- Supermarket to try to mitigate higher costs in order to offer competitive prices
- Rose’s views similar to those of M&S, Sainsbury’s, Morrisons and PrimarkĀ
- Prospect of lower pay makes a mockery of vow to ‘protect working people’
Unhappy: Asda boss Stuart Rose
One of Britain’s leading businessmen has warned that Rachel Reeves’s ‘very, very damaging’ Budget will push up prices and hit jobs and pay.
Stuart Rose, the former boss of Marks & Spencer who runs Asda, said the Chancellor’s tax raid on employers would cost it Ā£100m next year.
He said the supermarket would ‘try hard’ to mitigate the higher costs in order to offer shoppers competitive prices. But he warned: ‘We can’t just magic it up from some magic money tree. So we have to look hard at our planning, and at the end of the day, there’ll probably be a bit of inflationary price increases going through at some point.’
Rose added: ‘It will curb, I’m afraid, the ability for us to keep paying our staff, and we have seen an increase in the national minimum wage, so we’ll have to look very hard this year.’Ā
In her first Budget last week, Reeves raised the national insurance rate paid by employers on staff wages from 13.8 per cent to 15 per cent and cut the threshold at which firms start paying it from Ā£9,100 to Ā£5,000 a year. Rose called this ‘a very, very damaging piece of extra taxation on business’.
The national insurance increase on employers, which the Treasury hopes will raise Ā£25billion a year, appeared to contradict Labour’s manifesto pledge not to increase the tax. The Chancellor also announced an inflation-busting increase in the minimum wage on top of a new package of workers’ rights that will cost businesses Ā£5billion a year.
Rose’s views echo similar remarks from the heads of M&S, Sainsbury’s, Morrisons and Primark this week ā underlining the level of anger among business leaders over the Budget.
Sainsbury’s said it faced extra costs of Ā£140m next year while M&S put the bill at Ā£120m and Morrisons Ā£75m. Primark cited ‘several tens of millions’ of extra costs.
Outsourcing giant Serco, a leading government contractor, yesterday said the national insurance hike will add Ā£20m to its costs.
The prospect of higher prices ā as well as lower pay and fewer jobs ā makes a mockery of Labour’s vow to ‘protect working people’ ahead of the Budget, a spokesman said.
Rose has been in charge of the day-to-day running of Asda since September, as the grocer faces a daunting turnaround. The supermarket said sales slumped 4.8 per cent for the three months to September 30 compared to the same period last year. It said it had invested an extra Ā£30m into getting more staff on shop floors ahead of the critical Christmas trading period.
Asda also axed 475 head office jobs this week and vowed to install a chief executive ‘in the next financial year’. It has been hunting for one for more than three years. Rose said bosses were looking for a ‘warm, breathing, dyed in the wool, seven-day-a-week retailer who understands our sector’.
Asda has been flailing since the Issa brothers, Mohsin and Zuber, joined private equity giant TDR Capital to buy it in a Ā£6.8billion debt-fuelled deal in 2021.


## EXERCISE
Write out every record below exactly, leaving the pictures out.

(Page and application data records)
────────────────────
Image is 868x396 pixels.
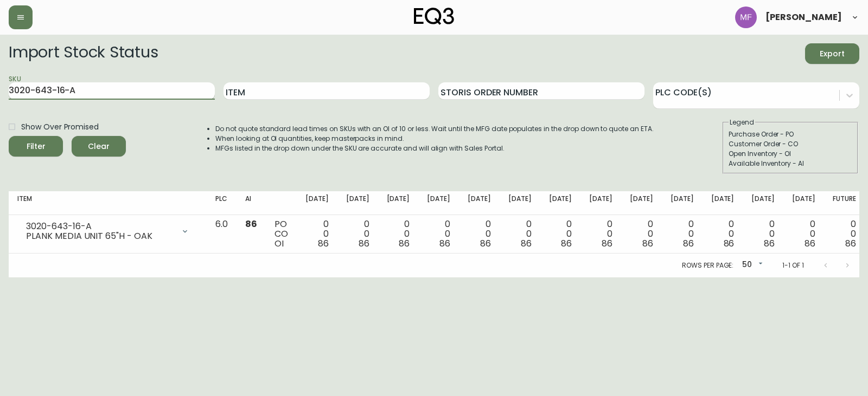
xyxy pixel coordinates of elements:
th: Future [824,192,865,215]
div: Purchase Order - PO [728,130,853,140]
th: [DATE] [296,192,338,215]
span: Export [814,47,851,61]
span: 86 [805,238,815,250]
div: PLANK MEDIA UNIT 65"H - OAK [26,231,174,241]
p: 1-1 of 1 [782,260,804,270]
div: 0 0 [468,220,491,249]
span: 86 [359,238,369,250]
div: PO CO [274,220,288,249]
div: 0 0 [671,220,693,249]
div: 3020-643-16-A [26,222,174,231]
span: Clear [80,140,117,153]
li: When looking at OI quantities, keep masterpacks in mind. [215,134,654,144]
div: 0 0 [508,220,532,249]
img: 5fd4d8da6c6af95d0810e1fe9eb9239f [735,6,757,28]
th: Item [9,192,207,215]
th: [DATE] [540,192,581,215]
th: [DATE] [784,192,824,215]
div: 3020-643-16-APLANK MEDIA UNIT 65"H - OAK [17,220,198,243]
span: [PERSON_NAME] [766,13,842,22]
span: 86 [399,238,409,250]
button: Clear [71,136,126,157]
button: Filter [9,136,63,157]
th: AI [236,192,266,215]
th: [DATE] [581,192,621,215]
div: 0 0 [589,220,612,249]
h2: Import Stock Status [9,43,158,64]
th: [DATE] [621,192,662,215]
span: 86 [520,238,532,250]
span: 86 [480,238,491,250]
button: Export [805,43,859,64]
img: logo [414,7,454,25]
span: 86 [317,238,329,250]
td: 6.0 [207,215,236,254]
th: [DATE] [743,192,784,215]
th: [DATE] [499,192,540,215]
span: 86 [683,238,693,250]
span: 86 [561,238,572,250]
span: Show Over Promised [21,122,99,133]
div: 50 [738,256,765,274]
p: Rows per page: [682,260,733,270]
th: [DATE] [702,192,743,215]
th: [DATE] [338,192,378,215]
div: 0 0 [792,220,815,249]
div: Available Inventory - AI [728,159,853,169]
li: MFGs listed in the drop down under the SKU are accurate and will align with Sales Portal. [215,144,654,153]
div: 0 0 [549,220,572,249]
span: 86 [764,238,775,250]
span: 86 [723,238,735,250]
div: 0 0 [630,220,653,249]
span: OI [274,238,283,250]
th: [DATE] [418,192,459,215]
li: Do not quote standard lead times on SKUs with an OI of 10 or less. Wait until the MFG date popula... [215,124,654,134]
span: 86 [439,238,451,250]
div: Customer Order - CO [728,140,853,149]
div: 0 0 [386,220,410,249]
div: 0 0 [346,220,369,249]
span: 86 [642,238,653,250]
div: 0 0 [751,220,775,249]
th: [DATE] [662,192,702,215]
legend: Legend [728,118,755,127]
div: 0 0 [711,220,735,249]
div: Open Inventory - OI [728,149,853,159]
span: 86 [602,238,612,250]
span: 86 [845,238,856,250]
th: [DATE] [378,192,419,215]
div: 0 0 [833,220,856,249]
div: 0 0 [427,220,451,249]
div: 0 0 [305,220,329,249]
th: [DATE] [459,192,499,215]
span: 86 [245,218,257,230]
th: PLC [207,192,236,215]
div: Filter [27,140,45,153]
────────────────────
## RESULT
Image is 868x396 pixels.
xyxy pixel coordinates of elements:
th: Future [824,192,865,215]
div: Purchase Order - PO [728,130,853,140]
th: [DATE] [296,192,338,215]
span: Export [814,47,851,61]
span: 86 [805,238,815,250]
div: PLANK MEDIA UNIT 65"H - OAK [26,231,174,241]
p: 1-1 of 1 [782,260,804,270]
div: 0 0 [468,220,491,249]
span: 86 [359,238,369,250]
div: PO CO [274,220,288,249]
div: 0 0 [671,220,693,249]
div: 3020-643-16-A [26,222,174,231]
span: Clear [80,140,117,153]
li: When looking at OI quantities, keep masterpacks in mind. [215,134,654,144]
div: 0 0 [508,220,532,249]
img: 5fd4d8da6c6af95d0810e1fe9eb9239f [735,6,757,28]
th: Item [9,192,207,215]
th: [DATE] [540,192,581,215]
th: [DATE] [784,192,824,215]
div: 3020-643-16-APLANK MEDIA UNIT 65"H - OAK [17,220,198,243]
span: [PERSON_NAME] [766,13,842,22]
span: 86 [399,238,409,250]
button: Clear [71,136,126,157]
button: Filter [9,136,63,157]
th: AI [236,192,266,215]
th: [DATE] [581,192,621,215]
div: 0 0 [589,220,612,249]
h2: Import Stock Status [9,43,158,64]
th: [DATE] [621,192,662,215]
span: 86 [520,238,532,250]
span: 86 [480,238,491,250]
button: Export [805,43,859,64]
img: logo [414,7,454,25]
span: 86 [317,238,329,250]
td: 6.0 [207,215,236,254]
th: [DATE] [743,192,784,215]
th: [DATE] [499,192,540,215]
span: 86 [683,238,693,250]
span: 86 [561,238,572,250]
span: Show Over Promised [21,122,99,133]
div: 50 [738,256,765,274]
p: Rows per page: [682,260,733,270]
th: [DATE] [702,192,743,215]
th: [DATE] [338,192,378,215]
div: 0 0 [792,220,815,249]
div: Available Inventory - AI [728,159,853,169]
li: MFGs listed in the drop down under the SKU are accurate and will align with Sales Portal. [215,144,654,153]
div: 0 0 [549,220,572,249]
span: 86 [764,238,775,250]
span: 86 [723,238,735,250]
div: 0 0 [630,220,653,249]
span: OI [274,238,283,250]
th: [DATE] [418,192,459,215]
li: Do not quote standard lead times on SKUs with an OI of 10 or less. Wait until the MFG date popula... [215,124,654,134]
span: 86 [439,238,451,250]
div: Customer Order - CO [728,140,853,149]
div: 0 0 [386,220,410,249]
div: 0 0 [346,220,369,249]
span: 86 [642,238,653,250]
div: 0 0 [751,220,775,249]
th: [DATE] [662,192,702,215]
legend: Legend [728,118,755,127]
div: 0 0 [711,220,735,249]
div: Open Inventory - OI [728,149,853,159]
span: 86 [602,238,612,250]
span: 86 [845,238,856,250]
th: [DATE] [378,192,419,215]
div: 0 0 [833,220,856,249]
div: 0 0 [427,220,451,249]
div: 0 0 [305,220,329,249]
th: [DATE] [459,192,499,215]
span: 86 [245,218,257,230]
th: PLC [207,192,236,215]
div: Filter [27,140,45,153]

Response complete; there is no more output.